Saturday, August 04, 2007

Gotta keep the devil way down in the hole

So you've heard of The Wire, right? The HBO show every TV critic hails as the greatest drama in TV history, and you know about three people who have ever seen the thing, right? Those three people say it's the most amazing thing they've ever seen, right?

Well, let me be among the three people you know who tell you it's the most amazing thing I've ever seen. I say these days that I don't have time in my ridiculous schedule to watch entire movies, or that when I start to watch any movie I would just fall asleep, which is true and I would, but it's telling that in the week in which Ingmar Bergman and Michalangelo Antonioni died within a 24 hour period, I haven't rewatched any of their movies. There are images from Wild Strawberries and Persona - the two Bergman masterpieces I find most astonishing - that I cannot shake, of course, but I have not rewatched either, and I own both. Reading of Antonioni's death, Gary Susman began to write of L'Avventura: "L'Avventura changed the rules of movie narrative with its unresolved ending (a young woman goes missing early in the picture; she is never found, and her disappearance is never explained). The film was both a parable of human existence and a specific dissection of the society of his day, in which affluence and permissiveness had replaced humane values."

This is true. Also, until I read this, I'd forgotten I'd seen L'Avventura, a movie I now remember thrilled me. Oops.

What I'm not forgetting this week? To slip in hour periods into my schedule, sometimes at the expense of lseep, to watch another hour of The Wire. The Wire especially gets praise for its most recent fourth season, however, being where I am now, on episode 7 of the second season (just past half way), I cannot possibly imagine the show being any more perfect than it is right now.

The Wire in its first season introduces us to the two sides of Baltimore's war on drugs. First, the detectives of various moral fortitude, driven by ambition, greed, seniority, luck, nepotism, career aspirations, anger, sleaze, and everything in between - which is to say, it mirrors reality. Then, the dealers of west side housing projects - some with moral questions, some third generations of drug slingers, some secretly in business classes, some holding up lost in paranoia in strip club back rooms. Which is to also say, it mirrors reality.

I can't say that enough. The Sopranos, by virture of comparison, managed to be so incredbile because of its breadth of detail, and because it featured the full length of human personality in its group of mobsters, allowing their humanity and human-ness to exist so thoroughly over a realistic portrayal of time - it proved TV could be the real great mechanism to tell stories by telling a 7-year story in 7 years.

The Wire was touted as "difficult to follow" when it premiered, but I do not think The Wire was at all more difficult to follow than The Sopranos. It is incredbily detailed, often letting plot lines reveal themselves over many episodes. It is less flashy than The Sopranos, and is, if anything, even less respectful about the rules of narrative television - of what dramatic tics an hour of television is supposed to display. What a thrill that is, though - moments explode and shock, and do so with no way of knowing what will happen. It is, I must say, as unpredictable as life. I remember one extraordinary moment in the first season in which Bubbles, the heroin-addict police informant played fearlessly by Andre Royo, goes to an AA meeting, and, hearing a speaker, accidentally reveals his lost desire to live - it's told with a walk to a podium and just a flicker of the eyes during a ribbon presentation, but who could have expected that that scene would lead to that reaction? I like to think I'm good at that sort of thing, but I sure didn't see it coming.

What that life-like unpredictability does is re-assert the draw of the police show - if anything is possible, how do you solve crimes? The Wire frees itself from whodunnit sameness, making every uncovered bit of information hard-fought and stunning. In fact, it unfolded its myserties so precisely in season one, that I was at first reluctant to get into the change presented in season 2 - a focus on Baltimore's ports, and their effects on the drug and police world. Yet as that mystery's unfolded, I've begun to like it even more. And the breadth and unfamiliarity of its central case - about 13 murdered Eastern European sex trade workers smuggled in on the port - only make it more unmissable.

Season 2 appears, at first, to be about Frank Sabotka, played by Chris Bauer, the Polish boss of the ports for whom the detectives of season 1 re-assemble to investigate, but its focus has really been Sabotka's idiot son Ziggy (James Ransone) and trailer-bred badass nephew Nick (Pablo Schreiber) as they, out of desperation for more money, get deeper and deeper into smuggling. Ransone and Schreiber are key in the incredible vividenss of those characters, but its Bauer's Sabotka that is making this season such a mystery and an accomplishment - an episode-7 scene in which he rails at a Baltimore Congressman about the implications of a system of robotic dock equipment (meaning less work for the union, and less ways to smuggle goods) is amongst the most thrilling moments of rage I've witnessed. A climactic moment in which he throws a shoebox of money on the table is chilling in its anger, disappointing in its amorality, and full of human things like obligation and fear. Bergman and Antonioni helped us be able to express those emotions on screen. The Wire helped fulfill them.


Your task => Tally up every line in the records beneath that has "knowledge", and write down only the total.

((

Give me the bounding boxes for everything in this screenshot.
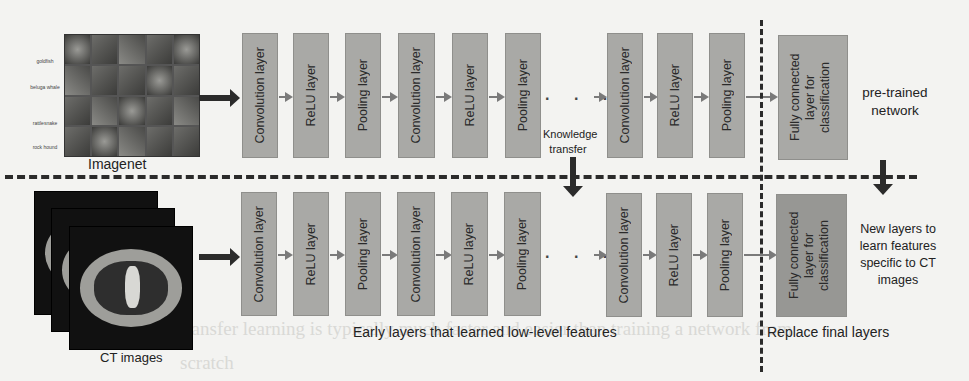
layer-label: Pooling layer [515,218,530,290]
layer-label: Fully connected layer for classification [787,198,837,313]
flow-arrow [744,254,775,256]
layer-label: ReLU layer [667,224,682,287]
top-fully-connected-layer: Fully connected layer for classification [778,35,848,160]
imagenet-row-label: beluga whale [28,84,62,90]
knowledge-transfer-arrow [570,157,576,187]
bottom-convolution-layer-3: Convolution layer [606,193,642,317]
top-relu-layer-1: ReLU layer [293,33,329,158]
layer-label: ReLU layer [462,223,477,286]
imagenet-label: Imagenet [88,156,146,172]
top-relu-layer-3: ReLU layer [657,33,693,158]
flow-arrow [643,254,655,256]
top-pooling-layer-2: Pooling layer [505,33,541,158]
flow-arrow [594,96,605,98]
knowledge-transfer-label: Knowledge transfer [543,127,593,157]
layer-label: Convolution layer [252,206,267,303]
horizontal-divider [5,175,917,179]
bottom-convolution-layer-1: Convolution layer [241,192,277,316]
flow-arrow [330,254,343,256]
flow-arrow [693,254,706,256]
imagenet-input-arrow [199,95,232,101]
layer-label: Pooling layer [516,59,531,131]
bottom-convolution-layer-2: Convolution layer [397,192,435,316]
flow-arrow [278,254,291,256]
ct-input-arrow [199,254,232,260]
imagenet-row-label: rock hound [28,144,62,150]
replace-final-layers-label: Replace final layers [767,324,889,340]
flow-arrow [489,96,503,98]
flow-arrow [489,254,503,256]
flow-arrow [382,96,396,98]
bottom-pooling-layer-2: Pooling layer [504,192,541,316]
bottom-pooling-layer-3: Pooling layer [707,193,743,317]
imagenet-row-label: rattlesnake [28,120,62,126]
layer-label: Convolution layer [253,47,268,144]
ct-image-front [69,226,193,350]
layer-label: Fully connected layer for classification [788,40,838,155]
bottom-fully-connected-layer: Fully connected layer for classification [776,194,847,317]
ct-images-label: CT images [100,350,163,366]
flow-arrow [436,96,450,98]
bottom-relu-layer-2: ReLU layer [451,192,488,316]
layer-label: ReLU layer [304,223,319,286]
top-convolution-layer-1: Convolution layer [242,33,278,158]
top-relu-layer-2: ReLU layer [452,33,488,158]
flow-arrow [694,96,707,98]
flow-arrow [279,96,291,98]
layer-label: ReLU layer [304,64,319,127]
flow-arrow [644,96,656,98]
top-pooling-layer-1: Pooling layer [345,33,381,158]
top-pooling-layer-3: Pooling layer [709,33,745,158]
new-layers-label: New layers to learn features specific to… [852,221,944,289]
flow-arrow [436,254,450,256]
layer-label: Pooling layer [356,59,371,131]
layer-label: ReLU layer [463,64,478,127]
layer-label: Pooling layer [356,218,371,290]
layer-label: Convolution layer [617,207,632,304]
layer-label: Pooling layer [718,219,733,291]
flow-arrow [594,254,605,256]
bottom-relu-layer-1: ReLU layer [293,192,329,316]
bottom-relu-layer-3: ReLU layer [656,193,692,317]
vertical-divider [760,20,763,372]
background-text-line-2: scratch [180,352,234,374]
layer-label: Convolution layer [409,47,424,144]
bottom-pooling-layer-1: Pooling layer [345,192,381,316]
layer-label: Convolution layer [409,206,424,303]
top-convolution-layer-2: Convolution layer [398,33,435,158]
pretrained-network-label: pre-trained network [855,84,935,120]
layer-label: Convolution layer [618,47,633,144]
flow-arrow [382,254,396,256]
imagenet-image-grid [64,34,200,157]
layer-label: ReLU layer [668,64,683,127]
flow-arrow [330,96,343,98]
early-layers-label: Early layers that learned low-level feat… [353,324,617,340]
imagenet-row-label: goldfish [28,58,62,64]
top-convolution-layer-3: Convolution layer [607,33,643,158]
layer-label: Pooling layer [720,59,735,131]
replace-layers-arrow [880,160,886,185]
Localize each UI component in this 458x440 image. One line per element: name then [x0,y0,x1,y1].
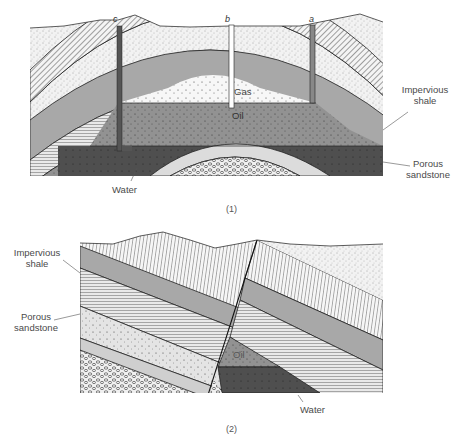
well-a-label: a [309,14,314,25]
oil-zone-label: Oil [232,110,244,121]
well-c-label: c [113,14,118,25]
impervious-shale-label-2-line2: shale [8,258,66,269]
figure-1-caption: (1) [226,204,237,214]
diagram-canvas [0,0,458,440]
figure-2-caption: (2) [226,424,237,434]
impervious-shale-label-1-line1: Impervious [395,84,455,95]
water-label-2: Water [300,404,325,415]
callout-line-water-2 [298,395,303,402]
impervious-shale-label-1-line2: shale [395,95,455,106]
impervious-shale-label-1: Impervious shale [395,84,455,106]
porous-sandstone-label-1-line1: Porous [400,158,456,169]
porous-sandstone-label-2: Porous sandstone [12,311,60,333]
callout-line-impervious-shale-1 [383,112,408,130]
water-label-1: Water [112,184,137,195]
porous-sandstone-label-2-line2: sandstone [12,322,60,333]
impervious-shale-label-2-line1: Impervious [8,247,66,258]
porous-sandstone-label-2-line1: Porous [12,311,60,322]
porous-sandstone-label-1-line2: sandstone [400,169,456,180]
well-c [117,26,122,151]
gas-zone-label: Gas [234,86,251,97]
well-a [310,25,315,103]
oil-zone-label-2: Oil [233,349,245,360]
well-b-label: b [225,14,230,25]
porous-sandstone-label-1: Porous sandstone [400,158,456,180]
impervious-shale-label-2: Impervious shale [8,247,66,269]
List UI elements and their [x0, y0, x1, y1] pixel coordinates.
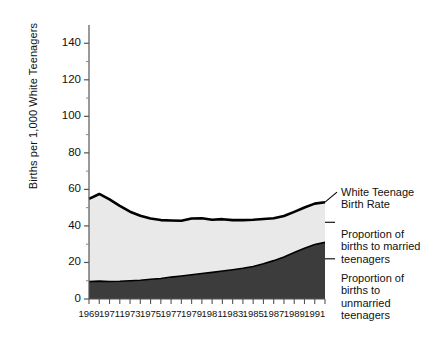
legend-leader-line: [325, 192, 337, 202]
chart-figure: Births per 1,000 White Teenagers 0204060…: [0, 0, 444, 351]
legend-item-1: White Teenage Birth Rate: [341, 186, 444, 211]
legend-item-2: Proportion of births to married teenager…: [341, 228, 444, 265]
legend-item-3: Proportion of births to unmarried teenag…: [341, 272, 444, 322]
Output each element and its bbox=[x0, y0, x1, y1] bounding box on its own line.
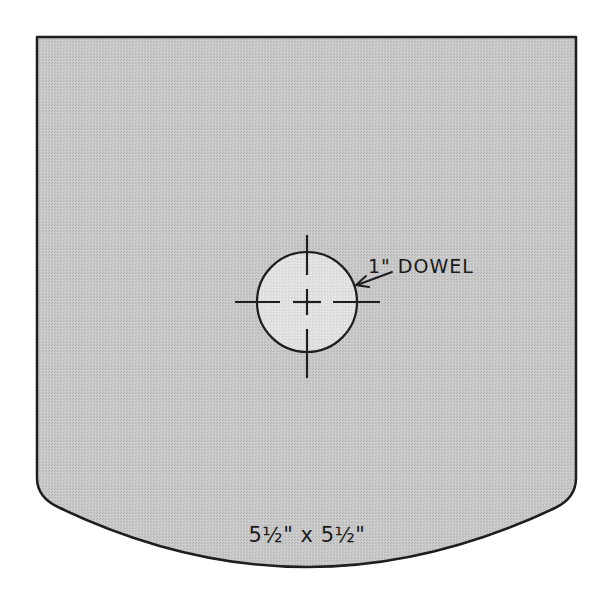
diagram-canvas: 1" DOWEL 5½" x 5½" bbox=[0, 0, 607, 599]
dowel-label: 1" DOWEL bbox=[368, 255, 474, 277]
dimension-label: 5½" x 5½" bbox=[248, 523, 365, 547]
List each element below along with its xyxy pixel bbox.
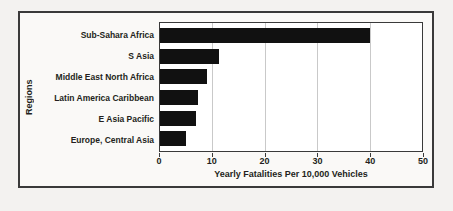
y-axis-tick-label: Sub-Sahara Africa [34,24,158,45]
y-axis-tick-label: E Asia Pacific [34,108,158,129]
bar-row [160,46,422,67]
chart-figure: Regions Sub-Sahara Africa S Asia Middle … [18,11,434,188]
bar-row [160,108,422,129]
bar [160,49,219,64]
x-axis-tick-label: 0 [156,156,161,166]
x-axis-ticks: 01020304050 [159,153,423,167]
x-axis-tick-label: 30 [312,156,322,166]
y-axis-tick-label: Europe, Central Asia [34,129,158,150]
x-axis-tick-label: 50 [418,156,428,166]
y-axis-tick-labels: Sub-Sahara Africa S Asia Middle East Nor… [34,24,158,150]
bar-row [160,66,422,87]
y-axis-tick-label: Latin America Caribbean [34,87,158,108]
bar [160,90,198,105]
x-axis-tick-label: 40 [365,156,375,166]
x-axis-tick-label: 10 [207,156,217,166]
bar [160,131,186,146]
bar [160,28,370,43]
bar [160,111,196,126]
x-axis-title: Yearly Fatalities Per 10,000 Vehicles [159,169,423,179]
y-axis-tick-label: S Asia [34,45,158,66]
bar-row [160,87,422,108]
bar [160,69,207,84]
x-axis-tick-label: 20 [260,156,270,166]
plot-area [159,22,423,152]
chart-plot-wrapper: Regions Sub-Sahara Africa S Asia Middle … [20,13,432,186]
bar-series [160,23,422,151]
bar-row [160,128,422,149]
y-axis-tick-label: Middle East North Africa [34,66,158,87]
bar-row [160,25,422,46]
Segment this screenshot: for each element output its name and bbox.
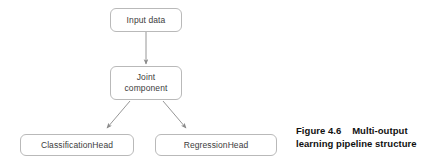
node-input-data[interactable]: Input data — [110, 8, 182, 32]
node-joint-component[interactable]: Joint component — [110, 66, 182, 100]
figure-caption-line-1: Figure 4.6 Multi-output — [296, 124, 432, 137]
figure-caption-line-2: learning pipeline structure — [296, 137, 432, 150]
node-classification-head[interactable]: ClassificationHead — [20, 134, 134, 156]
figure-diagram: Input data Joint component Classificatio… — [0, 0, 435, 164]
edge-joint-to-regression — [163, 101, 186, 128]
edge-joint-to-classification — [107, 101, 130, 128]
node-regression-head[interactable]: RegressionHead — [155, 134, 277, 156]
figure-caption: Figure 4.6 Multi-output learning pipelin… — [296, 124, 432, 150]
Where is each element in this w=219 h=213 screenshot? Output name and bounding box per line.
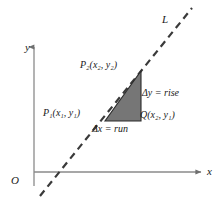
point-label-p2: P₂(x₂, y₂) bbox=[80, 60, 117, 70]
run-label: Δx = run bbox=[92, 124, 128, 134]
y-axis-label: y bbox=[25, 42, 30, 53]
origin-label: O bbox=[11, 175, 19, 186]
line-L bbox=[40, 8, 192, 196]
x-axis-label: x bbox=[207, 166, 212, 177]
point-label-q: Q(x₂, y₁) bbox=[140, 110, 175, 120]
rise-label: Δy = rise bbox=[142, 88, 179, 98]
diagram-canvas bbox=[0, 0, 219, 213]
slope-diagram-figure: L y x O P₂(x₂, y₂) P₁(x₁, y₁) Q(x₂, y₁) … bbox=[0, 0, 219, 213]
rise-run-triangle bbox=[105, 71, 141, 121]
line-label-L: L bbox=[162, 14, 168, 25]
point-label-p1: P₁(x₁, y₁) bbox=[43, 108, 80, 118]
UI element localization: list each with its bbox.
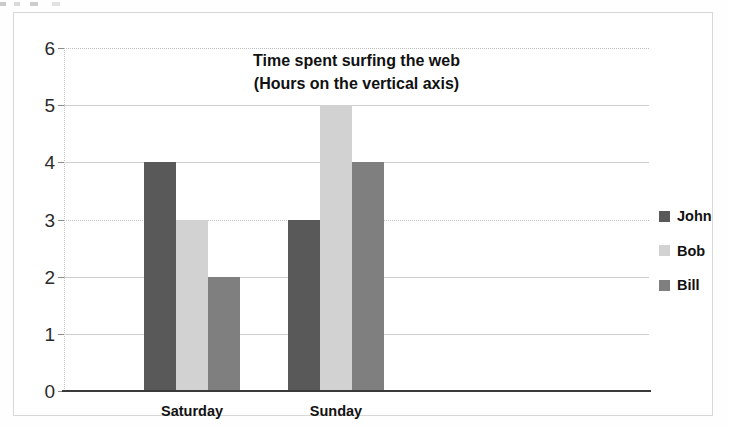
bar-bill-sunday (352, 162, 384, 391)
legend-item-john[interactable]: John (659, 209, 712, 224)
bar-john-sunday (288, 220, 320, 392)
x-axis-line (62, 390, 651, 392)
bar-bill-saturday (208, 277, 240, 391)
y-axis-tick-2 (58, 277, 64, 278)
scan-artifact (0, 2, 200, 6)
legend-swatch-john (659, 211, 670, 222)
y-axis-label-2: 2 (25, 267, 55, 286)
y-axis-label-1: 1 (25, 324, 55, 343)
gridline-6 (64, 48, 649, 49)
legend-label-bill: Bill (677, 278, 700, 293)
plot-area: 6543210SaturdaySunday (64, 48, 649, 391)
gridline-5 (64, 105, 649, 106)
x-axis-label-saturday: Saturday (161, 403, 223, 419)
y-axis-label-0: 0 (25, 382, 55, 401)
y-axis-tick-1 (58, 334, 64, 335)
bar-bob-saturday (176, 220, 208, 392)
legend-swatch-bob (659, 245, 670, 256)
legend-item-bob[interactable]: Bob (659, 244, 712, 259)
y-axis-tick-6 (58, 48, 64, 49)
y-axis-tick-5 (58, 105, 64, 106)
y-axis-label-4: 4 (25, 153, 55, 172)
y-axis-label-6: 6 (25, 39, 55, 58)
legend-label-bob: Bob (677, 244, 705, 259)
y-axis-label-5: 5 (25, 96, 55, 115)
bar-john-saturday (144, 162, 176, 391)
chart-legend: JohnBobBill (659, 209, 712, 313)
x-axis-label-sunday: Sunday (310, 403, 362, 419)
y-axis-tick-4 (58, 162, 64, 163)
legend-swatch-bill (659, 280, 670, 291)
y-axis-label-3: 3 (25, 210, 55, 229)
plot-inner: 6543210SaturdaySunday (64, 48, 649, 391)
legend-item-bill[interactable]: Bill (659, 278, 712, 293)
chart-frame: Time spent surfing the web (Hours on the… (13, 12, 713, 416)
y-axis-tick-3 (58, 220, 64, 221)
chart-container: Time spent surfing the web (Hours on the… (0, 0, 729, 427)
legend-label-john: John (677, 209, 712, 224)
bar-bob-sunday (320, 105, 352, 391)
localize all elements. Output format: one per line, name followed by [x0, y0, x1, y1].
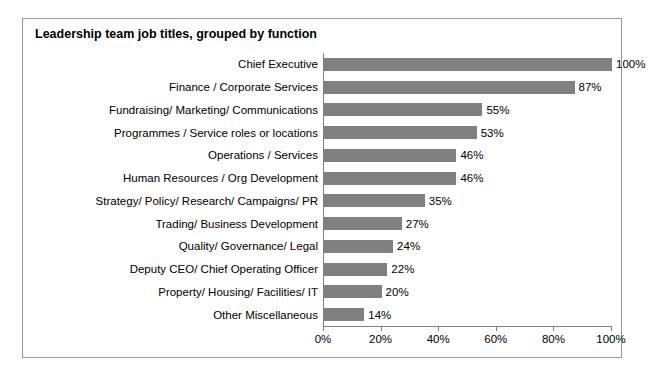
category-label-row: Trading/ Business Development [23, 217, 318, 231]
category-label-row: Finance / Corporate Services [23, 80, 318, 94]
category-label: Other Miscellaneous [213, 308, 318, 322]
x-tick-label: 80% [542, 333, 565, 345]
bar-value-label: 24% [397, 239, 420, 253]
bar [324, 308, 364, 321]
bar [324, 81, 575, 94]
bar [324, 172, 456, 185]
x-tick-mark [381, 327, 382, 331]
bar-value-label: 22% [391, 262, 414, 276]
category-label: Strategy/ Policy/ Research/ Campaigns/ P… [96, 194, 318, 208]
x-axis-line [323, 326, 612, 327]
category-label-row: Human Resources / Org Development [23, 171, 318, 185]
bar [324, 126, 477, 139]
x-tick-label: 60% [484, 333, 507, 345]
category-label-row: Deputy CEO/ Chief Operating Officer [23, 262, 318, 276]
category-label-row: Chief Executive [23, 57, 318, 71]
x-tick-mark [553, 327, 554, 331]
bar-value-label: 27% [406, 217, 429, 231]
category-label: Trading/ Business Development [155, 217, 318, 231]
category-label: Programmes / Service roles or locations [114, 126, 318, 140]
bar [324, 240, 393, 253]
category-label-row: Property/ Housing/ Facilities/ IT [23, 285, 318, 299]
category-label: Human Resources / Org Development [123, 171, 318, 185]
bar-value-label: 87% [579, 80, 602, 94]
category-label-row: Operations / Services [23, 148, 318, 162]
bar-value-label: 46% [460, 171, 483, 185]
bar [324, 285, 382, 298]
category-label: Quality/ Governance/ Legal [179, 239, 318, 253]
chart-title: Leadership team job titles, grouped by f… [35, 27, 317, 41]
category-label-row: Fundraising/ Marketing/ Communications [23, 103, 318, 117]
bar-value-label: 14% [368, 308, 391, 322]
bar [324, 149, 456, 162]
x-tick-mark [496, 327, 497, 331]
bar [324, 194, 425, 207]
x-tick-mark [323, 327, 324, 331]
category-label: Deputy CEO/ Chief Operating Officer [130, 262, 318, 276]
category-label: Chief Executive [238, 57, 318, 71]
x-tick-label: 100% [596, 333, 625, 345]
category-label: Finance / Corporate Services [169, 80, 318, 94]
bar [324, 263, 387, 276]
category-label-row: Quality/ Governance/ Legal [23, 239, 318, 253]
x-tick-label: 40% [427, 333, 450, 345]
category-label: Property/ Housing/ Facilities/ IT [158, 285, 318, 299]
category-label-row: Other Miscellaneous [23, 308, 318, 322]
category-label-row: Strategy/ Policy/ Research/ Campaigns/ P… [23, 194, 318, 208]
x-tick-mark [438, 327, 439, 331]
chart-container: Leadership team job titles, grouped by f… [22, 18, 622, 358]
bar [324, 58, 612, 71]
bar [324, 217, 402, 230]
bar-value-label: 55% [486, 103, 509, 117]
bar-value-label: 20% [386, 285, 409, 299]
bar-value-label: 35% [429, 194, 452, 208]
category-label: Operations / Services [208, 148, 318, 162]
bar-value-label: 46% [460, 148, 483, 162]
x-tick-label: 0% [315, 333, 332, 345]
category-label-row: Programmes / Service roles or locations [23, 126, 318, 140]
category-label: Fundraising/ Marketing/ Communications [109, 103, 318, 117]
bar-value-label: 53% [481, 126, 504, 140]
bar [324, 103, 482, 116]
x-tick-mark [611, 327, 612, 331]
x-tick-label: 20% [369, 333, 392, 345]
bar-value-label: 100% [616, 57, 645, 71]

))

Output for this exercise => 2